Our Startup Success Stories
Thursday Jun 20,2019 | Startup News
Here are some of our entrepreneurs who've already set their gears in motion even before they're out of school! They have proven that they do not hesitate in the face of uncertainty even though entrepreneurship comes with many challenges. Find out more about our start-ups (Cudy, Kpop Kart, Munch, and BOW), who have been featured in the media recently.
Cudy
Alexander and Sean are undergraduates at Singapore Management University (SMU), but they’re also running a startup to help young Singaporeans improve their studies at the same time.
Almost every parent in Singapore sends their children to tuition—that’s nothing new.
But they noticed that not all families can afford the rising fees from tuition centres, which contributes to unequal learning opportunities for students from different economic backgrounds.
At the moment, Alexander has taken a pause on his own studies to focus on their online tuition platform Cudy, where they hope to “democratise education”.
The pair has hired over 500 freelance tutors (and counting) to livestream tuition classes online, and recently raised funding to upgrade their services.
Munch
“What to eat ah?” is an oft-repeated question that Singaporeans exchange with one another.
SMU undergrads Earnest and Fuxing, both 24-years-old, decided to develop an app that uses artificial intelligence to solve this quintessential Singaporean problem.
They launched Munch in January this year, a platform that learns users’ personal preferences and delivers weekly curations of food suggestions made just for them.
To them, being in school while they started up wasn’t a bad thing.
In fact, it helped them out greatly as they managed to get a $10,000 grant and receive guidance to build Munch under SMU’s incubator programme.
BOW
Mandy was only 19 when she took a gap year after Junior College to create BOW, her own line of functional travel bags together with co-founder CK Koh.
Back in 2017, she shared how they survived an extremely tumultuous 12 months of R&D, disappointing trips to factories, drying up their savings, receiving negative feedback, and nearly throwing in the towel.
At the end of it, their efforts paid off in an extraordinary turn of events when their first product, Quiver, was fully funded on Kickstarter within just 3 days.
With her gap year fulfilled, Mandy enrolled into SMU, where she’s currently studying while she continues to manage BOW.
Kpop Kart
The Korean wave has hit global fans hard. While there are vast communities who spend lots of time and energy adoring their favourite idols, these three SMU students went further and turned their passion for K-pop into a business.
Founders of KpopKart Vera, Janessa and Moh Moh joined a hackathon in 2018, where they pitched their idea for a K-pop marketplace.
Back then, they got slammed down by judges who didn’t believe it was something needed.
But being in the scene themselves, they knew its problems, like the lack of regulation and the common scam risks that people encounter when buying fan-made merchandise.
As they built up credibility, they later won the grand prize at UNICON’s 2019 hackathon, and now sell products to over 20 countries.
Press release first released on Vulcan Post on 20 June 2019.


YOUR ASSIGNMENT
The whole listing that follows, pictures excepted, should be printed again exactly as given.

MATERIAL SUPPLIED START

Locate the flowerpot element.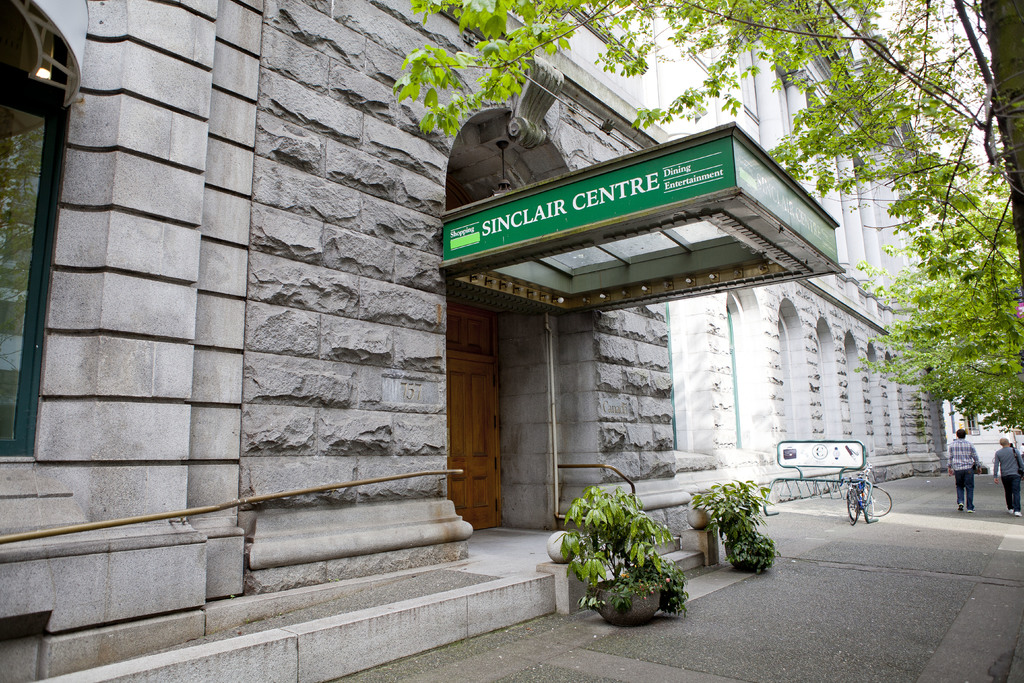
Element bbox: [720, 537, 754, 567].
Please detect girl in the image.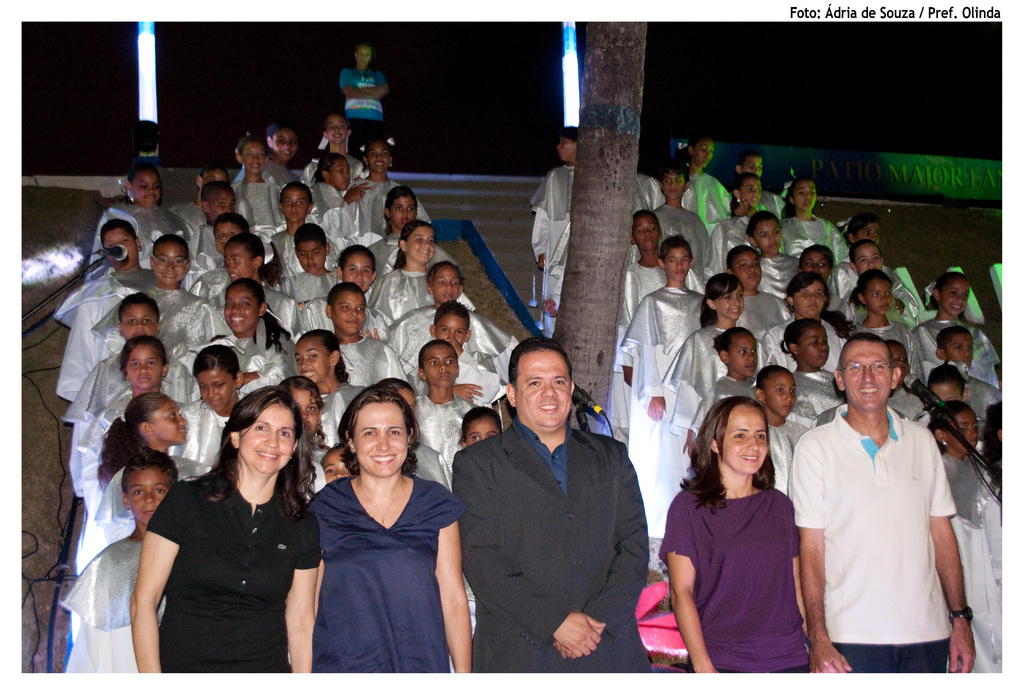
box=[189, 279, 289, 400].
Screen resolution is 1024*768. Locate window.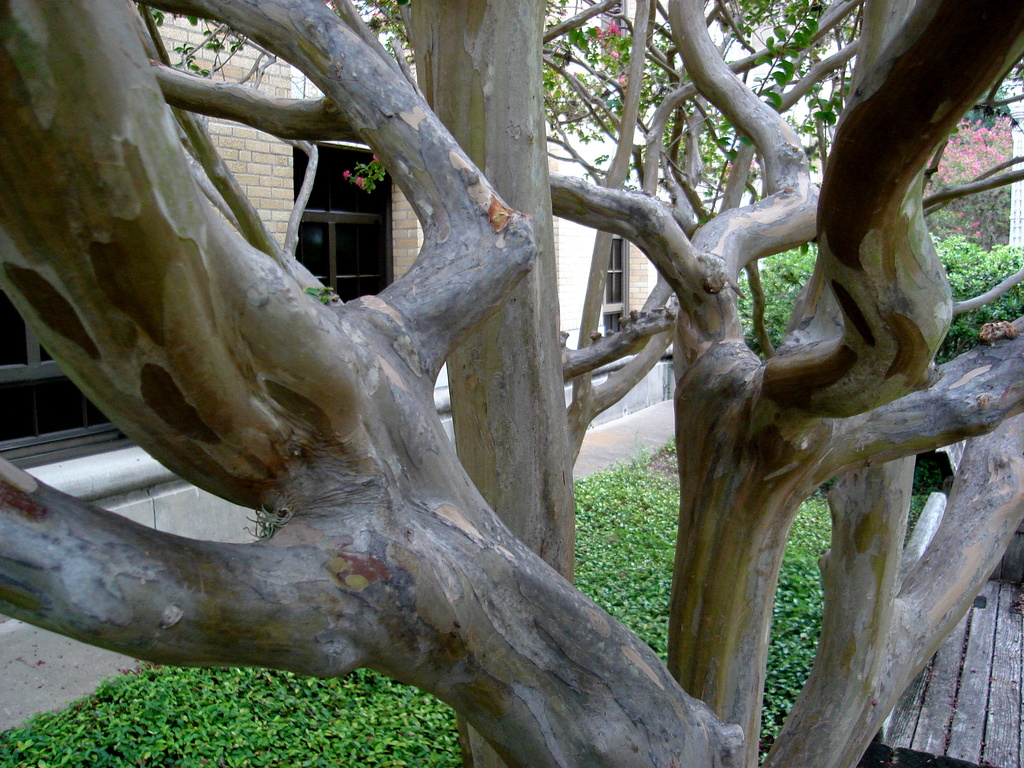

MATERIAL SUPPLIED END

ANSWER TO THE EXERCISE
Locate the flowerpot element.
Element bbox: [720, 537, 754, 567].
Please detect girl in the image.
box=[189, 279, 289, 400].
Screen resolution is 1024*768. Locate window.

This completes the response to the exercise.